WASHINGTON — Jerry Warren, a newspaper editor who became the deputy White House press secretary under Presidents Richard M. Nixon and Gerald R. Ford, but who returned to newspaper work after being disillusioned by the Watergate scandal, died on Friday in Arlington, Va. He was 84.
Mr. Warren, who lived in Alexandria, Va., had been suffering from cancer and pneumonia, his family said in confirming the death.
Mr. Warren left the White House in 1975 and returned to The San Diego Union to become its editor. After The Union merged with The Evening Tribune in 1992, he edited The Union-Tribune until early 1995. He had been assistant managing editor of The Union in the 1960s.
Former colleagues said over the weekend that he had pushed for more coverage of civil rights issues after the Watts riots in Los Angeles in 1965. Senior editors were not always receptive to his ideas, and by 1968, when Nixon won the White House, Mr. Warren felt that his career had stalled.
So he pounced when he was offered a job as deputy press secretary to the new president, a conservative Republican like Mr. Warren. He served under Ronald L. Ziegler, Nixon’s press secretary, and loved the perks of power: the limousines, the red telephone in the family home connecting him to the White House (“It rang all hours of the day and night,” his first wife, Euphemia Davis, told The Union-Tribune), the trips with Nixon to China and the Soviet Union (and flying home with Russian vodka).
But the Watergate break-in on June 17, 1972, followed by investigations, congressional hearings and White House denials until Nixon’s resignation on Aug. 9, 1974, demoralized him.
“He was very wounded,” his daughter, Euphemia Johnson, said on Sunday in a telephone interview. “Such a betrayal.”
Gerald Lee Warren was born in Hastings, Neb., on Aug. 17, 1930. His father, Hie Warren, was a school superintendent; his mother, Linnie, was a teacher. Jerry Warren graduated from the University of Nebraska with a degree in journalism, served four years as a naval aviator, and then became a reporter and later an editor for The San Diego Union.
Both of Mr. Warren’s marriages ended in divorce. Besides his daughter, Mr. Warren is survived by a son, Gerald, and two grandchildren.
In 1985, while helping to plan the 25th-anniversary celebration of the University of California, San Diego, Mr. Warren organized a symposium on the presidency. Participants included H. R. Haldeman, a former top Nixon aide, and Theodore C. Sorensen, a confidant of President John F. Kennedy, as well as John Chancellor of NBC News.
After he left the newspaper business in 1995, Mr. Warren moved to Virginia with his second wife, Viviane. He was active in the Episcopal Church and studied at the Virginia Theological Seminary, graduating in 2004 with a master’s degree in theology. He became a lay reader at his church and sometimes counseled people in matters of faith.
A spiritual journey “dominated the rest of his life,” Mr. Warren wrote.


== Problem to solve ==
All entries must be repeated exactly. No picture should appear in the result.

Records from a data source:

BEGIN

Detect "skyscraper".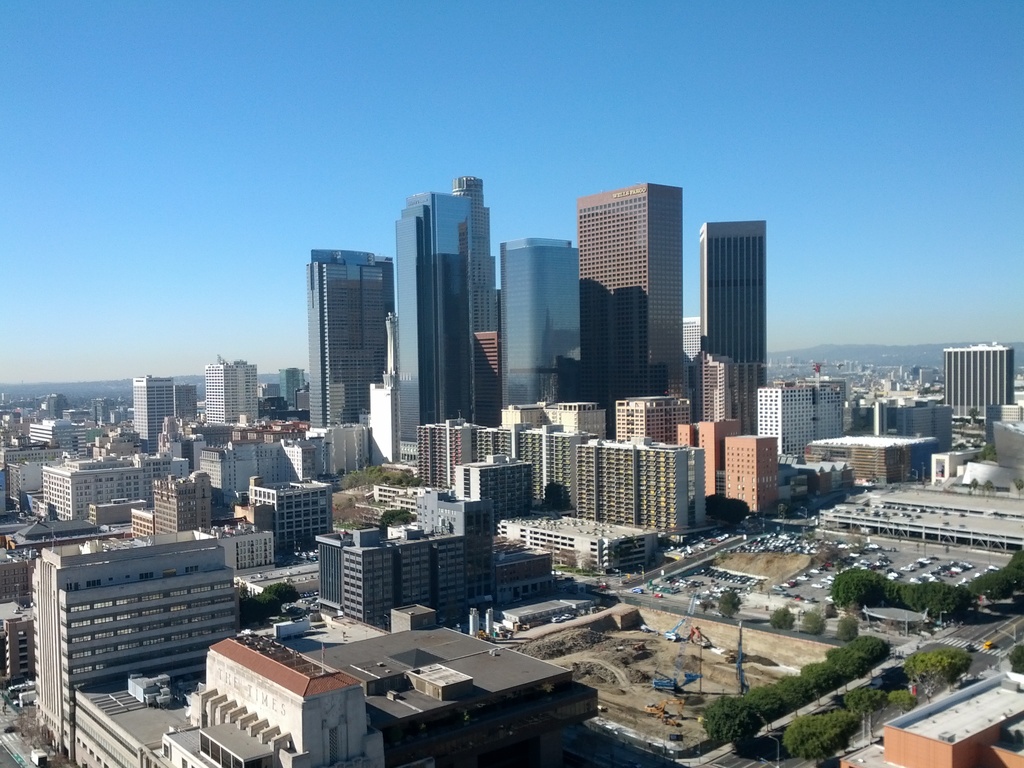
Detected at <box>696,220,768,366</box>.
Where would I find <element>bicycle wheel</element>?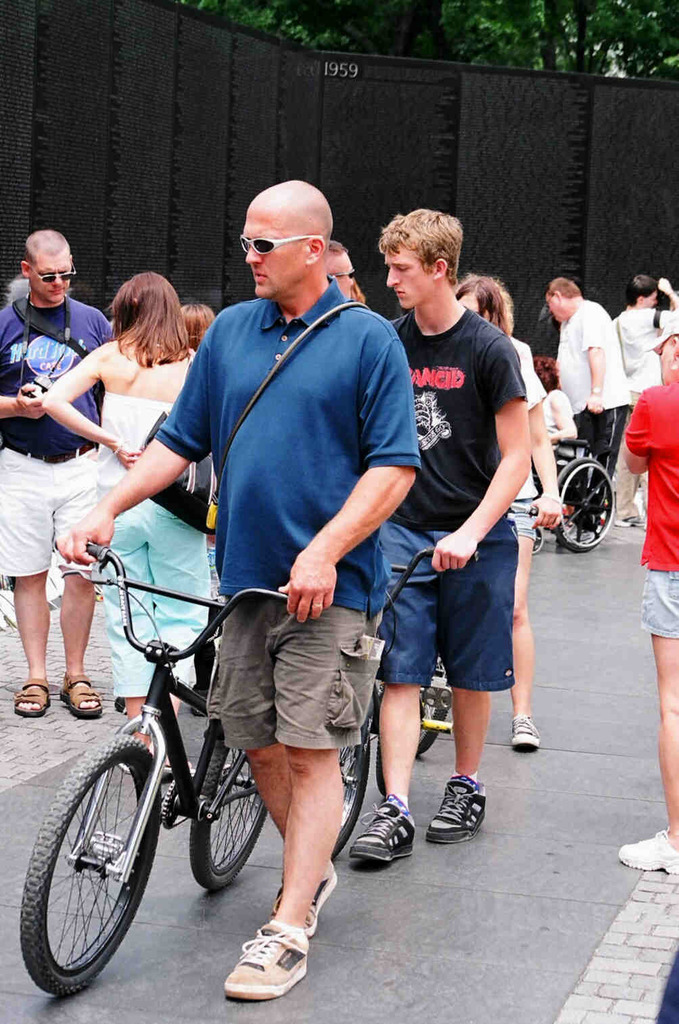
At (x1=334, y1=726, x2=371, y2=864).
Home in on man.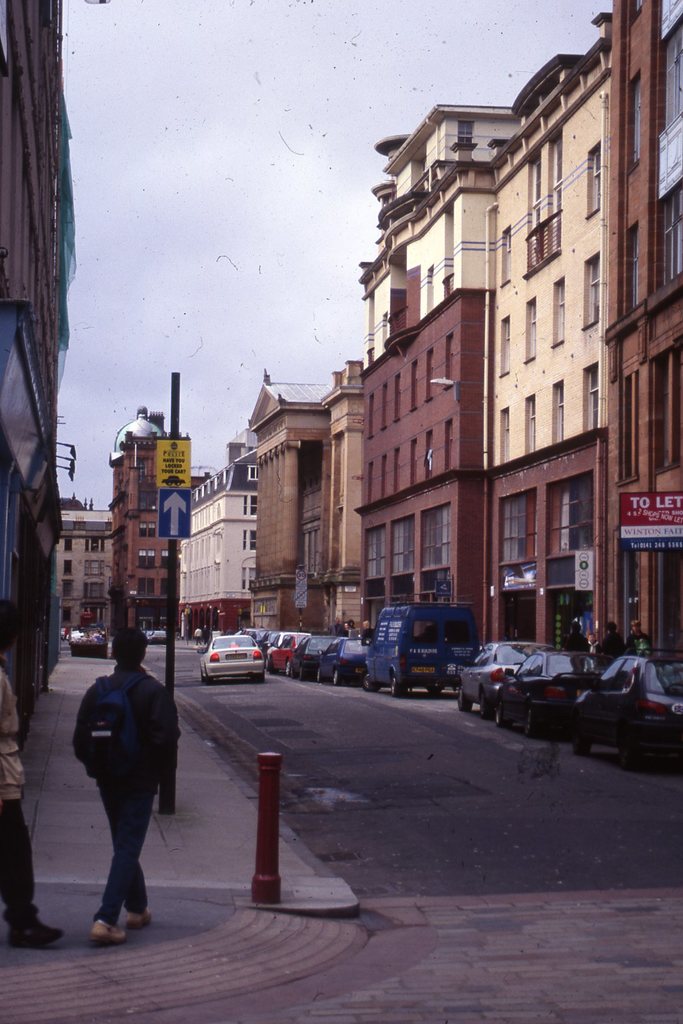
Homed in at x1=360, y1=617, x2=373, y2=652.
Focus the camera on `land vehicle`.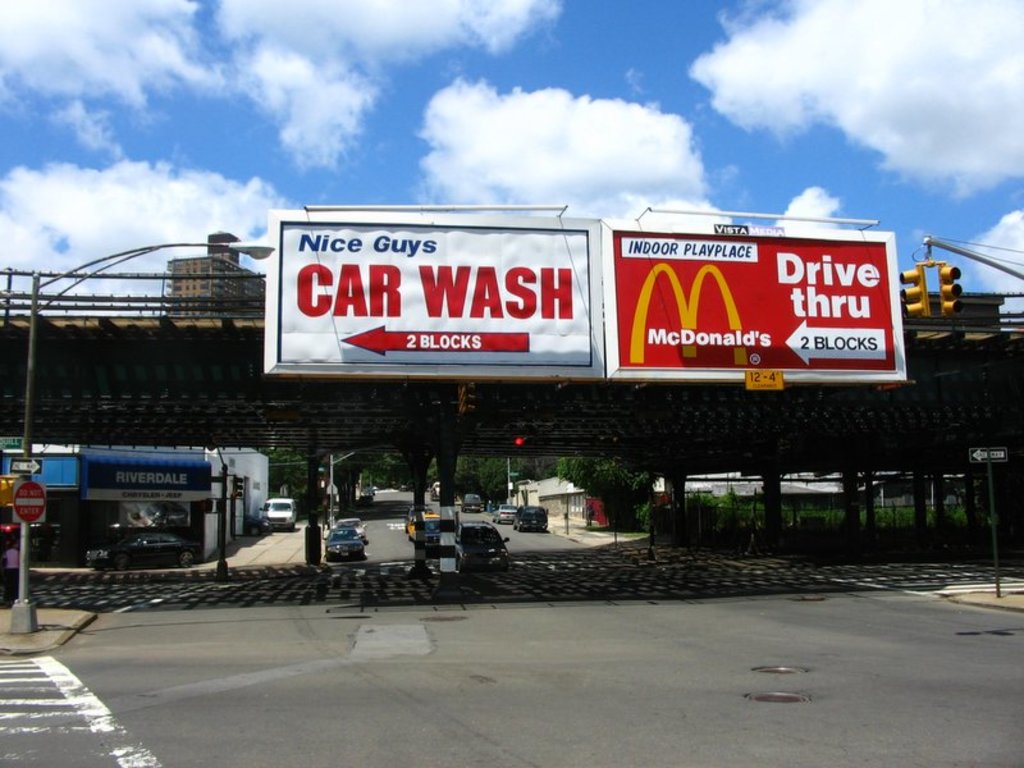
Focus region: x1=399 y1=509 x2=512 y2=582.
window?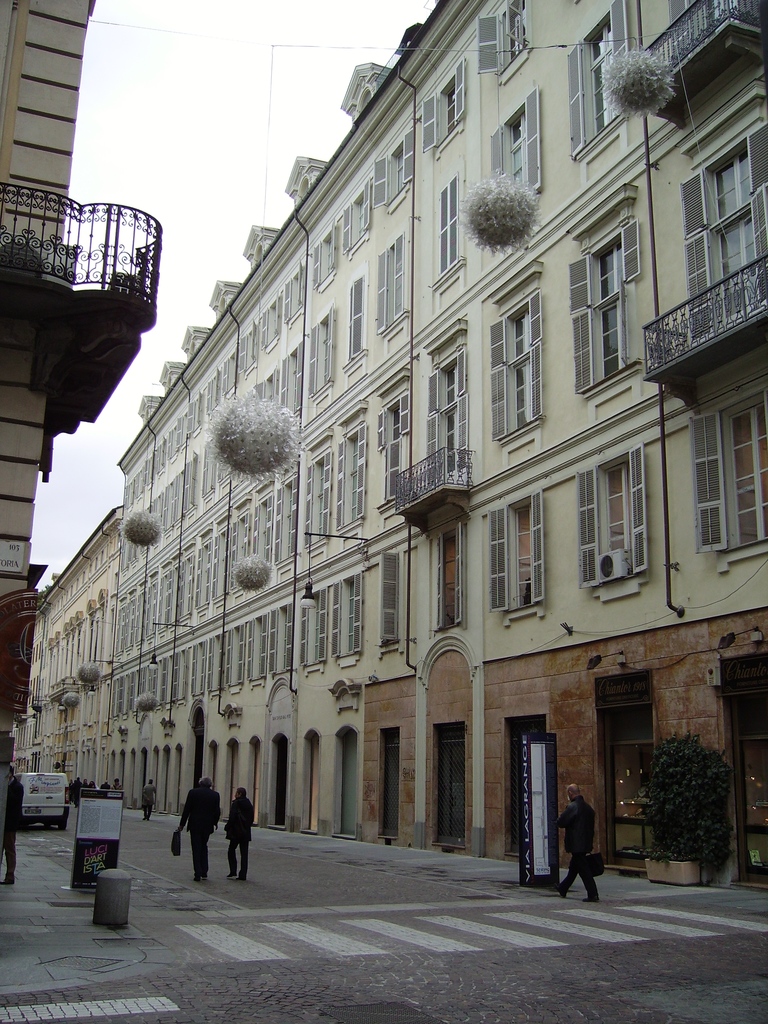
{"left": 343, "top": 576, "right": 352, "bottom": 652}
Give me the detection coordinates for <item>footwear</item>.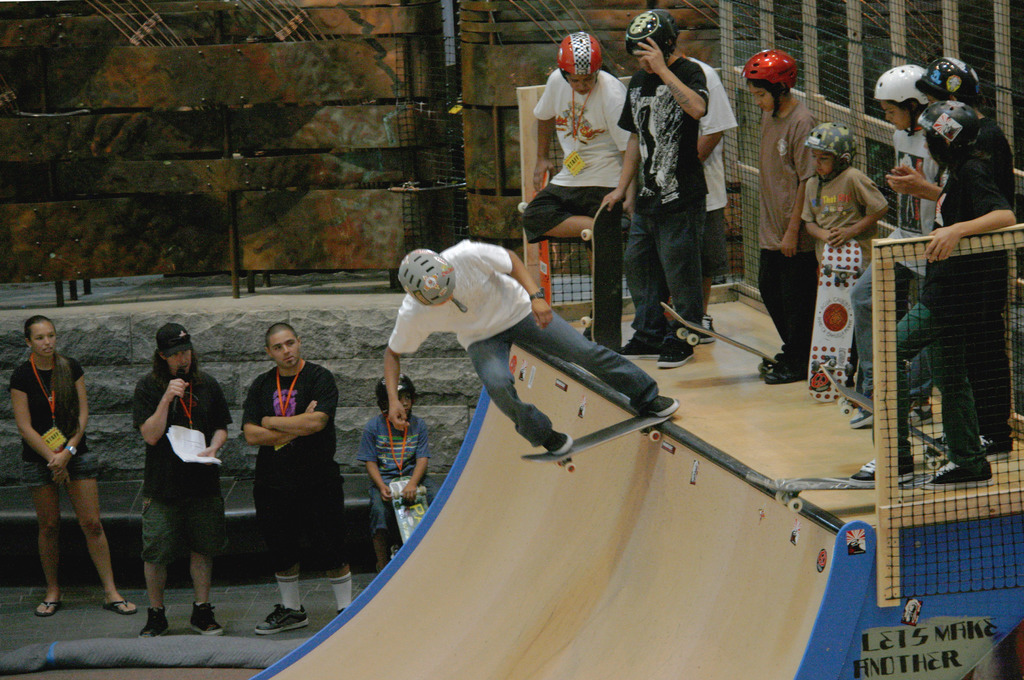
box(138, 606, 171, 639).
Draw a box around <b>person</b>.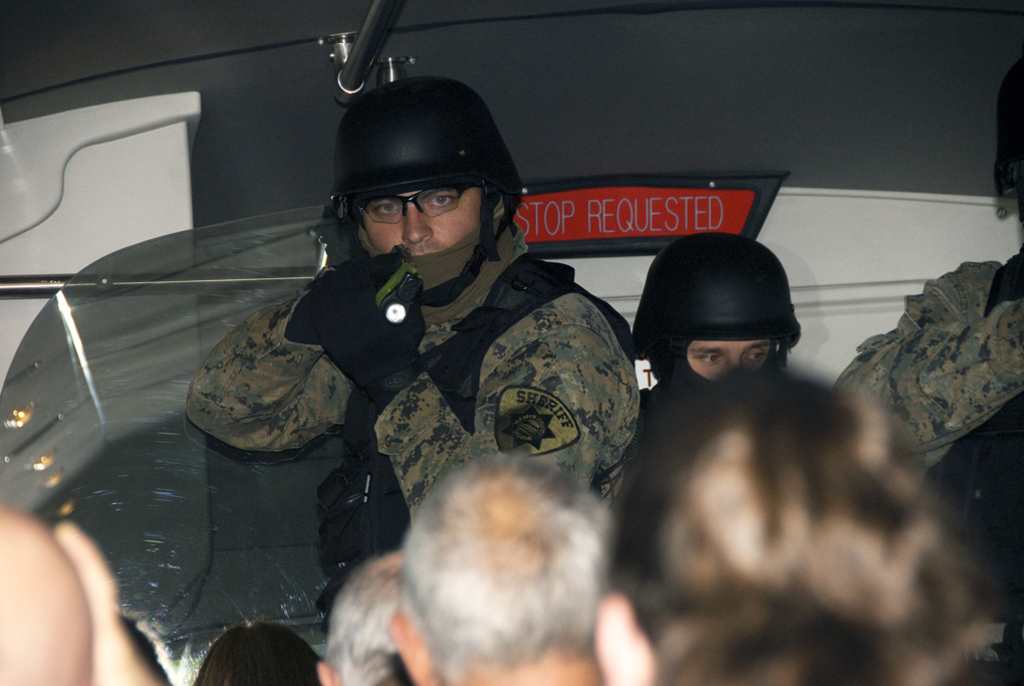
193:620:332:685.
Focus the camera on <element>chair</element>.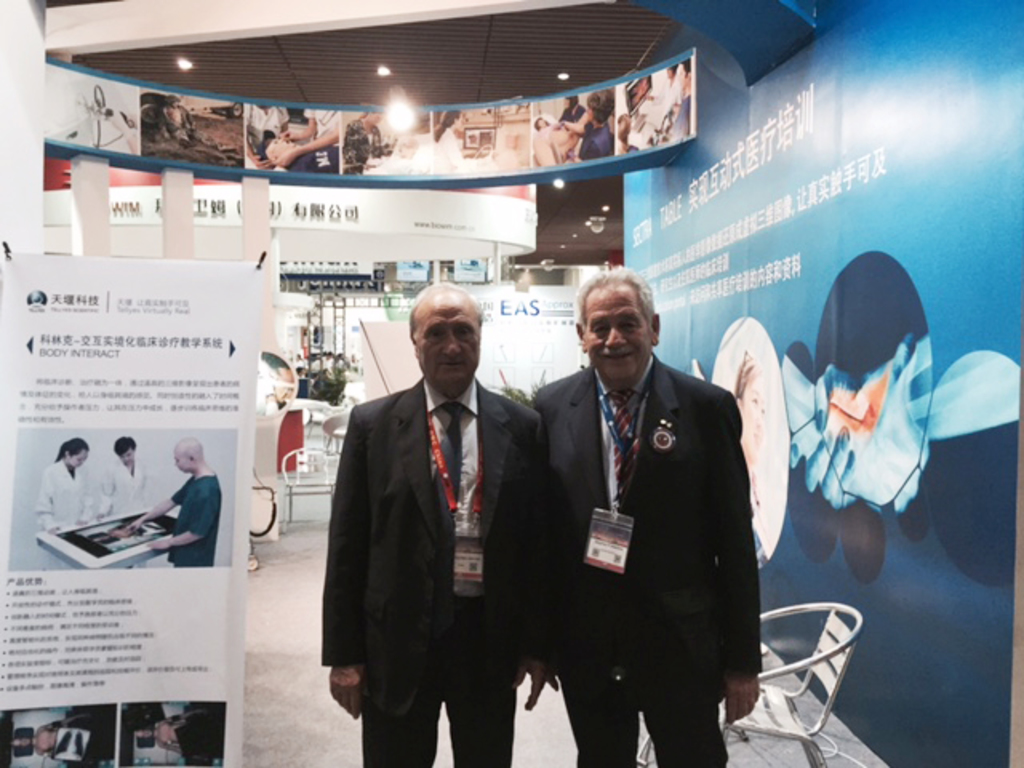
Focus region: select_region(637, 603, 864, 766).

END

== Solution to this exercise ==
Detect "skyscraper".
Detected at <box>696,220,768,366</box>.
Where would I find <element>bicycle wheel</element>?
At (x1=334, y1=726, x2=371, y2=864).
Home in on man.
Homed in at x1=360, y1=617, x2=373, y2=652.
Focus the camera on `land vehicle`.
Focus region: x1=399 y1=509 x2=512 y2=582.
window?
{"left": 343, "top": 576, "right": 352, "bottom": 652}
Give me the detection coordinates for <item>footwear</item>.
box(138, 606, 171, 639).
Draw a box around <b>person</b>.
193:620:332:685.
Focus the camera on <element>chair</element>.
Focus region: select_region(637, 603, 864, 766).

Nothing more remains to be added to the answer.